In romantic stories and rural epics the landscape often plays an important role. We have all seen Gerald O’Hara looking across his cotton fields and telling us that “Land is the only thing worth living for, it’s the only thing worth dying for, because it’s the only thing that lasts.”

Fine, but what about the thriller writer? Can landscapes play a role in building  up the tension in a thriller. If used well, I think they can. Many years ago I tried to set the scene that way in A Lonely Place To Die. By night train Yudel Gordon approaches the town and monastery where the action takes place: “In a moonlight made clear by the highveld’s moistureless air…the pine forest rose up higher and closer until he could see only the tops of the main domes and their crosses still etched in the white light, then the track twisted in behind a spur, and buildings and forest were all gone.”

If my memory serves me well, in the Silence of the Lambs, Thomas Harris succeeds very well with his description of the river where Buffalo Bill has left the bodies of his victims.

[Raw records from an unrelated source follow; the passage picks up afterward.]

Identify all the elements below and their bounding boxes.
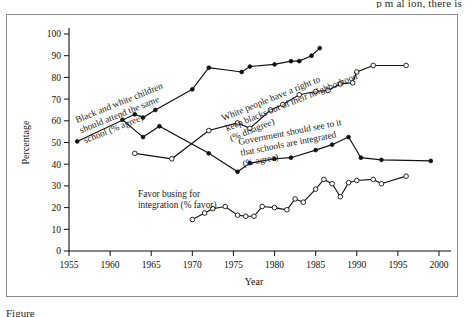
data-point-0-7 <box>248 65 252 69</box>
series-annotation-3: Favor busing forintegration (% favor) <box>138 189 216 211</box>
data-point-3-10 <box>293 197 298 202</box>
data-point-0-8 <box>273 62 277 66</box>
data-point-3-7 <box>260 204 265 209</box>
data-point-0-6 <box>240 70 244 74</box>
data-point-1-1 <box>169 156 174 161</box>
data-point-1-2 <box>206 128 211 133</box>
data-point-3-20 <box>404 174 409 179</box>
data-point-2-10 <box>347 135 351 139</box>
page-top-cutoff-text: p m al ion, there is <box>376 0 462 8</box>
y-tick-label: 70 <box>52 95 62 105</box>
data-point-0-11 <box>310 54 314 58</box>
data-point-2-7 <box>289 156 293 160</box>
data-point-2-3 <box>207 151 211 155</box>
x-tick-label: 1970 <box>183 260 202 270</box>
y-tick-label: 80 <box>52 73 62 83</box>
data-point-0-0 <box>75 140 79 144</box>
data-point-3-1 <box>202 211 207 216</box>
data-point-3-5 <box>243 214 248 219</box>
x-tick-label: 1965 <box>142 260 161 270</box>
line-chart: 0102030405060708090100195519601965197019… <box>7 15 459 298</box>
data-point-3-0 <box>190 217 195 222</box>
y-axis-title: Percentage <box>20 120 31 164</box>
data-point-3-13 <box>322 177 327 182</box>
data-point-1-14 <box>404 63 409 68</box>
x-tick-label: 1990 <box>347 260 366 270</box>
data-point-2-8 <box>314 148 318 152</box>
y-tick-label: 30 <box>52 181 62 191</box>
data-point-3-17 <box>354 178 359 183</box>
data-point-2-9 <box>330 143 334 147</box>
x-tick-label: 1985 <box>306 260 325 270</box>
data-point-3-12 <box>313 187 318 192</box>
data-point-3-15 <box>338 194 343 199</box>
y-tick-label: 50 <box>52 138 62 148</box>
y-tick-label: 60 <box>52 116 62 126</box>
y-tick-label: 20 <box>52 203 62 213</box>
y-tick-label: 90 <box>52 51 62 61</box>
y-tick-label: 0 <box>56 246 61 256</box>
data-point-0-3 <box>153 108 157 112</box>
x-tick-label: 1960 <box>101 260 120 270</box>
x-tick-label: 2000 <box>430 260 449 270</box>
series-annotation-3-line-0: Favor busing for <box>138 189 201 199</box>
data-point-1-13 <box>371 63 376 68</box>
data-point-2-11 <box>359 156 363 160</box>
x-tick-label: 1975 <box>224 260 243 270</box>
data-point-3-6 <box>252 214 257 219</box>
data-point-3-4 <box>235 213 240 218</box>
data-point-2-1 <box>141 135 145 139</box>
data-point-3-18 <box>371 177 376 182</box>
y-tick-label: 100 <box>47 29 62 39</box>
series-annotation-3-line-1: integration (% favor) <box>138 200 216 211</box>
data-point-0-5 <box>207 66 211 70</box>
data-point-2-2 <box>158 124 162 128</box>
data-point-1-0 <box>132 151 137 156</box>
data-point-3-19 <box>379 181 384 186</box>
figure-frame: 0102030405060708090100195519601965197019… <box>6 14 458 297</box>
data-point-0-4 <box>190 87 194 91</box>
data-point-3-16 <box>346 180 351 185</box>
data-point-0-9 <box>289 59 293 63</box>
data-point-2-4 <box>236 170 240 174</box>
data-point-3-11 <box>301 200 306 205</box>
page-bottom-cutoff-text: Figure <box>6 307 35 317</box>
x-axis-title: Year <box>245 276 264 287</box>
data-point-2-12 <box>380 158 384 162</box>
data-point-2-13 <box>429 159 433 163</box>
y-tick-label: 40 <box>52 160 62 170</box>
series-line-3 <box>192 176 406 219</box>
series-annotation-0: Black and white childrenshould attend th… <box>74 81 173 147</box>
y-tick-label: 10 <box>52 225 62 235</box>
x-tick-label: 1955 <box>60 260 79 270</box>
data-point-3-8 <box>272 205 277 210</box>
x-tick-label: 1980 <box>265 260 284 270</box>
data-point-3-14 <box>330 181 335 186</box>
data-point-0-12 <box>318 46 322 50</box>
x-tick-label: 1995 <box>388 260 407 270</box>
data-point-0-10 <box>297 59 301 63</box>
data-point-3-3 <box>223 204 228 209</box>
data-point-3-9 <box>285 207 290 212</box>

So landscape can be used to compelling effect in a thriller. Whether you are describing a forbidding sea before the storm, a gentle flower-filled meadow that no one would guess conceals the body of a murder victim or the cloudy crags of a mountain range in which some of the action takes place: all of it can be used to build the tension and draw the reader deeper into the story.

South Africa’s landscapes of forests, deserts, savannah, mountains, bushveld and tropical vegetation are a range of wonderful panorama for the writer to draw on.